Racing back toward the cabin, I shouted, “Pater! Garrett and Marl are coming!”
Pater appeared in the doorway, white and tense. “We’ll leave them an empty cabin to find.” He took my hand.
“No, Pater, I’ll send them away.”
“Isn’t that for me to do?”
“They won’t listen to you, Pater. Not until Mr. Penwarren sets this right.”
“True.” He nodded, checking the sea over my shoulder. Kissing my check, he said, “K
eep safe.”
“I will.”
He disappeared into the woods. I headed to the dock, a thought creeping into my head. How long would it be before people called me crazy? I’d heard the voices of the dead, set a spirit free onto the sea; I believed every word Pater told me.
Would they come to lock me away someday?
Uncle Garrett’s shouts pushed these thoughts away. “It’s foolish to have him run, Lyza. He’s only hurting himself.”
Grabbing the pole we used to crack ice, I asked, “How do you figure that?”
Uncle Marl rowed. Dr. Mansfield watched me from the far end of the boat, his face weighted down by pity.

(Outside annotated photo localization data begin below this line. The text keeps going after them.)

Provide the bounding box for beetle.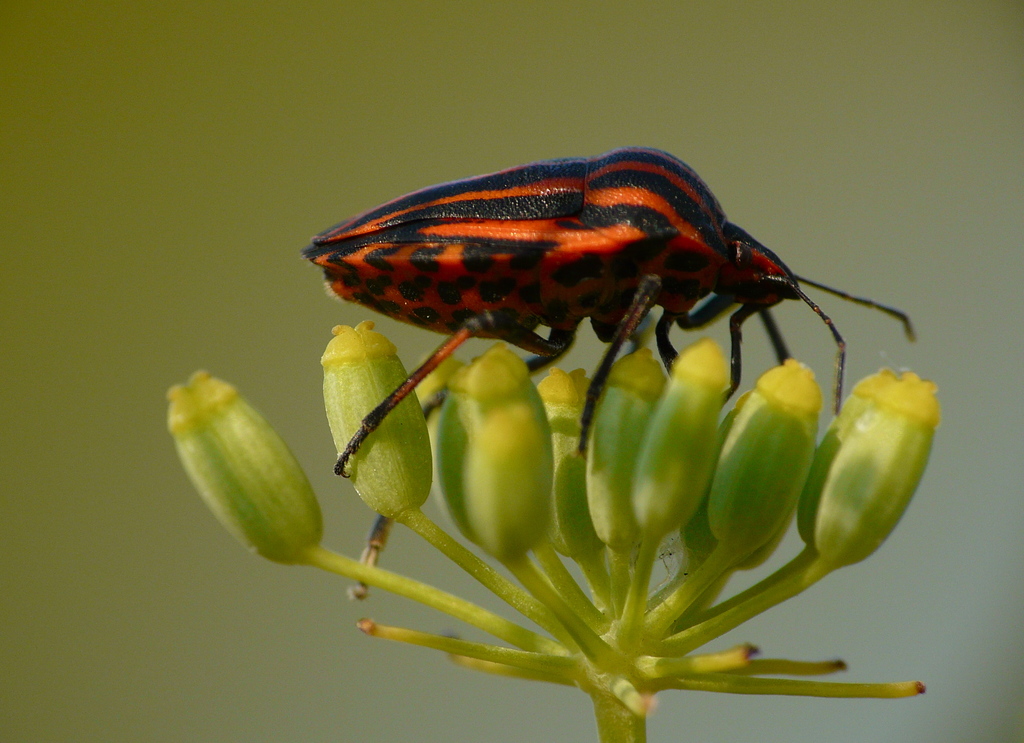
box=[278, 157, 899, 440].
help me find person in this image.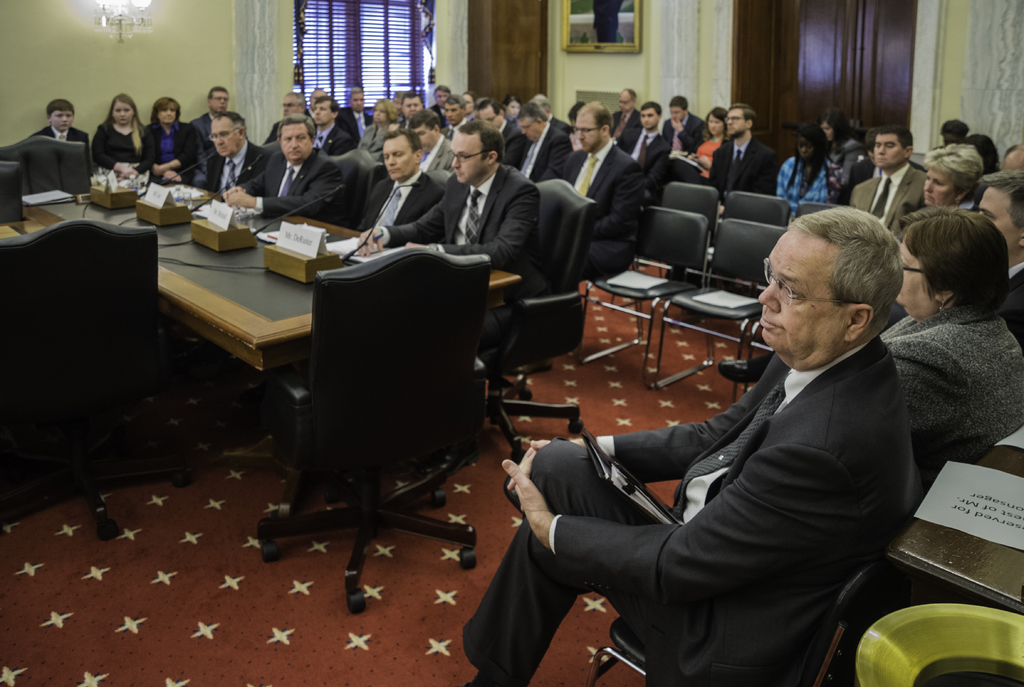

“He needs help, Lyza. And you know it.”
“I know this is our island.” As the boat came in close, I put the pole into the water to block their path. “And you’re trespassing.”
“Your island!” Uncle Marl shouted, standing up, the boat swaying. “My father’s buried here. So is my sister!”
“And if you were here to visit their graves, I’d let you land. But you’re not.”
“Tie us off.” Uncle Garrett tossed the rope toward me. I didn’t bother catching it.
“You can’t keep us away.” Marl glowered at me.
“What will you do? Pull your knife and cut me?” I slashed my finger along the path of Mater’s scar.
“You disrespectful little cretin,” Marl snapped.
“Respect? What do you know of respect? If someone doesn’t follow your tidy little rules, you’ll cut them clean to the bone or pack them off to the work farm!”
“Stop that!” Marl shook a fist at me. Out of the corner of my eye, I saw that Garrett had steadied the boat with their rock pole.
“Or what?” I shouted, pulling the ice pole out of the water. “You’ll come beat some respect into me?”
“I ought to . . .” Uncle Marl slammed into his seat and took to the oars.
“No!” Garrett shouted, looming over Marl.